Until Monday, that is, when the stock jumped as much as 285 percent from Friday’s closing price and trading volume shot through the roof.

Fortune shares rose from 20 cents each at the end of Friday to a high of 77 cents on Monday before closing at 49 cents, an increase of 145 percent.

More than 2.8 million shares changed hands Monday, up from a daily average of 52,000 over the past three months.

The New York Stock Exchange found the trading so “significant and unusual” that it asked the company to issue a press release to explain the activity.

“Ordinarily, it is the company's policy not to comment on unusual market activity, but the company has confirmed that it is not aware of any explanation beyond its most recent [SEC] filings for the high volume or unusual price activity of its shares today,” Fortune said in a prepared statement.

Those March 8 SEC filings dealt with Fortune’s plan to go private through a $13.3 million buyout offer by the firm’s top two executives.

The plan, detailed in another public filing in February, calls for an acquisition by CEP Inc., a holding company led by Fortune Industries CEO Tena Mayberry and Chief Financial Officer Randy Butler.
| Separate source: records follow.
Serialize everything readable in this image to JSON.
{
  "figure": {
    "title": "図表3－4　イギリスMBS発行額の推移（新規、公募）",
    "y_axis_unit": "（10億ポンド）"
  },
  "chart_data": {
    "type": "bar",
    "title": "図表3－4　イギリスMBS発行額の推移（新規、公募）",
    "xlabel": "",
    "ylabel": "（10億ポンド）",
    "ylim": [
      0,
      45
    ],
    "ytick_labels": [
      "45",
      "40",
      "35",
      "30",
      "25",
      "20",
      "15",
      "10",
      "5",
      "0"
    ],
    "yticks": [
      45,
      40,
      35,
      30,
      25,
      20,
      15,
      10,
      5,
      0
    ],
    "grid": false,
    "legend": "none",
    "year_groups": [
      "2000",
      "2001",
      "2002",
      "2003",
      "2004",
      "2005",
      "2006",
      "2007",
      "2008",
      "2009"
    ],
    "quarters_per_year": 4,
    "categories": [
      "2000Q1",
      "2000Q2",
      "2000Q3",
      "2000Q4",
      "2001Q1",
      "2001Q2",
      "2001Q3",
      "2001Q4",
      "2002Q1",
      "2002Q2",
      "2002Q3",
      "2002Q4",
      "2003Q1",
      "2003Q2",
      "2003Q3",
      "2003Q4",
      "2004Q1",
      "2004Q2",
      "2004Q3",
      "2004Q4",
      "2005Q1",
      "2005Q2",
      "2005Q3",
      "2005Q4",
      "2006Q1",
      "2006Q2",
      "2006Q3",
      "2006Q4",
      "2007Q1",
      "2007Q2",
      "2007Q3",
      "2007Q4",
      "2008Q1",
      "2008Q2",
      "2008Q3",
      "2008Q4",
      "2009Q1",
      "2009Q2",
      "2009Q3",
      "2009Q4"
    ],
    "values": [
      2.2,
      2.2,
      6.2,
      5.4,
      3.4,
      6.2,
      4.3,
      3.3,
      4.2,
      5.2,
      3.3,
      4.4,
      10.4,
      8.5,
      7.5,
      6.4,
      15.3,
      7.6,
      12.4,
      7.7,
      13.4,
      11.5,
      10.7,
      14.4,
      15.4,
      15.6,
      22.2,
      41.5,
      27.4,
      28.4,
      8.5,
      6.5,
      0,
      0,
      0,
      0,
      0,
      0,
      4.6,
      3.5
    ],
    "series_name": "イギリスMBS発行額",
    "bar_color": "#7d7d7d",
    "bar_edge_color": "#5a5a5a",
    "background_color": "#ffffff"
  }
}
The filing says the two will pay $7 million in cash and the remaining $6.3 million with a promissory note to acquire common and preferred shares held by the estate of company founder Carter Fortune, who died in August.

CEP would be based in Nashville, Tenn.

Founded in 2000, Fortune has shifted its focus in recent years from a diversified holding company to a professional employer organization. It has clients in 47 states.

Fortune shares were up 4 cents Tuesday morning, to 53 cents each.